After graduation, Ines and I set out from New Zealand together to see if we could make it in London, which is where young Aussies and Kiwis went almost as a rite of passage to adulthood. My jobs at Cassell’s and at Collier Macmillan were stopgap measures, not career moves. As Ines remembered, the only reason we worked was so that we could eat, drink warm beer, and make friends.
I had now arrived in Canada with a New Zealand passport, a British work permit, and an American publisher’s gua
rantee of work in either Toronto or New York. I was full of the bravado that young people felt at the end of the sixties when the world seemed to offer us so many options.
* * *
AFTER A SLEEPLESS night surrounded by florid wallpaper and dim lights, I set out at seven a.m. to explore the area around the Royal York. The young trees along Front Street looked as forlorn as I felt with the sharp wind blowing about my legs, scrunched newspapers flying along the pavement, a few half-frozen birds hunched over the bare branches. There was a small triangular park near the hotel. A man in an army greatcoat spread out on one of its benches, humming to himself, offered to share his sandwich. “You’re gonna be mighty cold in that wee dress, young lady,” he said, and invited me to share his coat. He sounded Irish but told me he was from Newfoundland and trying to hustle up enough money to go home again.
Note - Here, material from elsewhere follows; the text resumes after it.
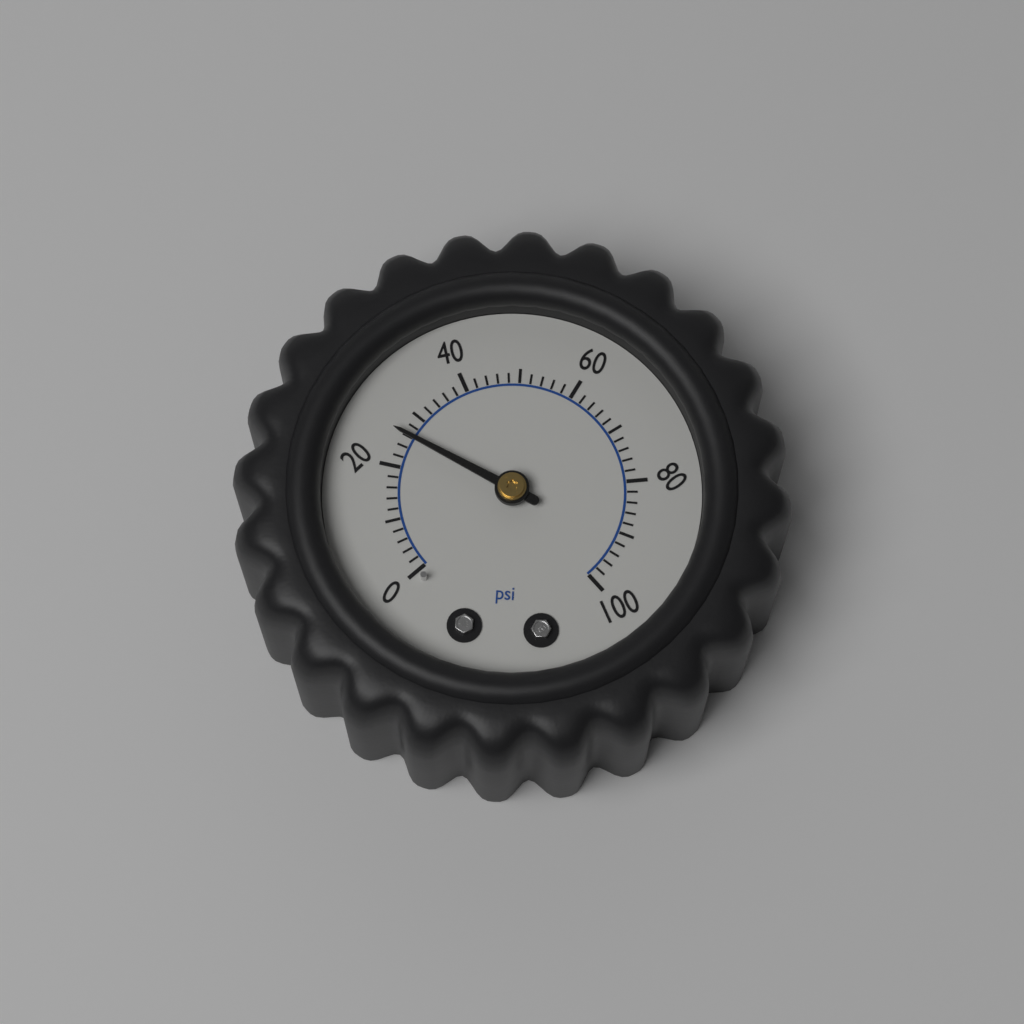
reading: 26 psi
Some years and many park changes later, he was still in Berczy Park—I have no idea why the city keeps remaking it—and still collecting bus fare for his return home. I had none to offer the first time we met but I used to give him money later. By then we had both stopped pretending it was for bus fare.
In no small part thanks to Fred Kobrak’s influence, Collier Macmillan decided to hire me despite my lack of experience. My beautifully printed degrees were not much help with adapting American children’s textbooks for use in Canadian classrooms, but they did need someone to do the job and, I assume, they figured I could learn. Sadly, my Russian was as useless as my knowledge of the Romantics.
I hadn’t the slightest idea what Canadian usage was, though replacing “as American as apple pie” with “as Canadian as maple syrup” was not very challenging. Such minor changes to an American reading series, I was told, would allow Collier Macmillan to submit the books for approval to departments of education in various provinces. If the selection committees liked the prototype, an “adoption” would follow. Adoptions meant that schools in an entire province would be obliged to buy the books, making the company a ton of money and providing bonuses all around.
As an assistant to the assistant editor I didn’t rate an interview with Vern, who ran the Canadian operation, but he did meet me on my way to the washroom one day and nodded acknowledgement that I had been successfully transferred. By then I had acquired sheets and pillowcases from a co-worker (Morty Mint, who years later would run Penguin Books Canada) and a small room in an apartment-to-share on Broadway Avenue across from North Toronto Collegiate, a high school celebrated for its vigorous sports and music programs. Even with my window closed, I rarely missed an evening practice.